Microphone in hand and shirttails draping over the top of his black jeans, comedian Shaun Eli launches into his routine on a recent Friday night skewering vegetarians, overweight Mississippians, and life and times in the Big Apple.

"In New York, we didn't play cowboys and Indians. We played tenants and landlords," he quips to an audience at the Emelin Theatre in Mamaroneck, N.Y. "In Times Square today, I saw a cop on a horse on a cellphone. There's something unsettling about seeing a horse on a cellphone."

After 20 minutes of banter, he turns over the stage to two more comics, who were also booked and marketed by Mr. Eli's company, Ivy Stand-up. Since Eli hasn't become the next Jay Leno yet, he has found it easier to sell a full show of comics rather than just himself.

His business venture is what reinvention experts would instantly recognize as a melding of passionate interest with previously learned skill. Until 2009, Eli was Shaun Eli Breidbart, Wall Street banker.

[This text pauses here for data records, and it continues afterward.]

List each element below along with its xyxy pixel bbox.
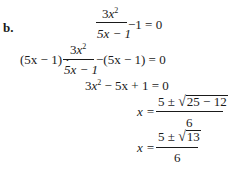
equation-step-3: 3x2 − 5x + 1 = 0 xyxy=(85,79,169,92)
fraction-bar xyxy=(63,59,94,60)
fraction-numerator: 5 ± √13 xyxy=(158,130,201,143)
fraction-numerator: 3x2 xyxy=(102,7,118,20)
fraction-denominator: 6 xyxy=(174,151,181,164)
fraction-bar xyxy=(96,22,127,23)
equation-rest: −(5x − 1) = 0 xyxy=(96,53,166,66)
fraction-denominator: 5x − 1 xyxy=(97,27,131,40)
equation-rest: −1 = 0 xyxy=(128,18,162,31)
fraction-bar xyxy=(156,147,198,148)
fraction-numerator: 5 ± √25 − 12 xyxy=(158,95,228,108)
equation-lhs: x = xyxy=(137,105,155,118)
fraction-bar xyxy=(156,111,223,112)
problem-label: b. xyxy=(3,20,13,36)
fraction-denominator: 6 xyxy=(186,116,193,129)
fraction-denominator: 5x − 1 xyxy=(64,63,98,76)
sqrt-icon: √ xyxy=(178,130,186,144)
equation-lhs: x = xyxy=(137,141,155,154)
fraction-numerator: 3x2 xyxy=(70,43,86,56)
sqrt-icon: √ xyxy=(178,95,186,109)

Although he began faxing jokes to "The Tonight Show" on a freelance basis some 20 years ago, what really sparked his transition to comedy was a friend who persuaded him to try stand-up. He signed up for classes and found a niche in so-called clean comedy. Eli began setting up gigs, and got busy enough that he quit his banking job in 2009. Since then, he's averaged about three major shows a month – usually in the New York City area. He also recently performed in Maryland; Washington, D.C.; and northern California.

His earnings have plunged from the "low six-figures to the mid-five figures," he says. "But I'm getting stronger and stronger." He hopes 2012 will bring his breakthrough: the year he performs on television. "I'll begin sending videos of my performances to bookers of TV shows – realizing, of course, that I'll just get one shot at their attention."

Many people who have had success reinventing themselves don't stop with just one career change. They keep going. Blair, the gang member-turned-high-tech executive, had worked his way up to where he was making more than $100,000 a year. Yet that wasn't satisfying enough. He wanted to start his own company.

So his boss at Logix became his business partner, and 24/7 Tech, a technical-support firm for medium and small businesses, was born. Blair then sold the company to launch SkyPipeline, a wireless broadband provider, which he later sold for $25 million.

Now, he is chief executive officer of ViSalus, a weight-loss and fitness direct-sales company based in Troy, Mich., and Los Angeles, which last year saw sales skyrocket to $231 million, up nearly seven times from 2010.

"I would dream about my life, like a movie," he says, when asked for his top tip to would-be career-changers. "If you can visualize ringing the Nasdaq bell or writing the bestselling novel or whatever it is, you will really start to train your subconscious." And "start today," he adds.

As a successful entrepreneur and speaker, Blair was asked in 2010 to give a talk to a megachurch in Detroit. As he prepared to speak, that memory of reading the Bible to an imaginary audience in juvenile detention came back with full force. "I was amazed and in awe," he recalls. "I just believe that when I created that dream, my mind absorbed it."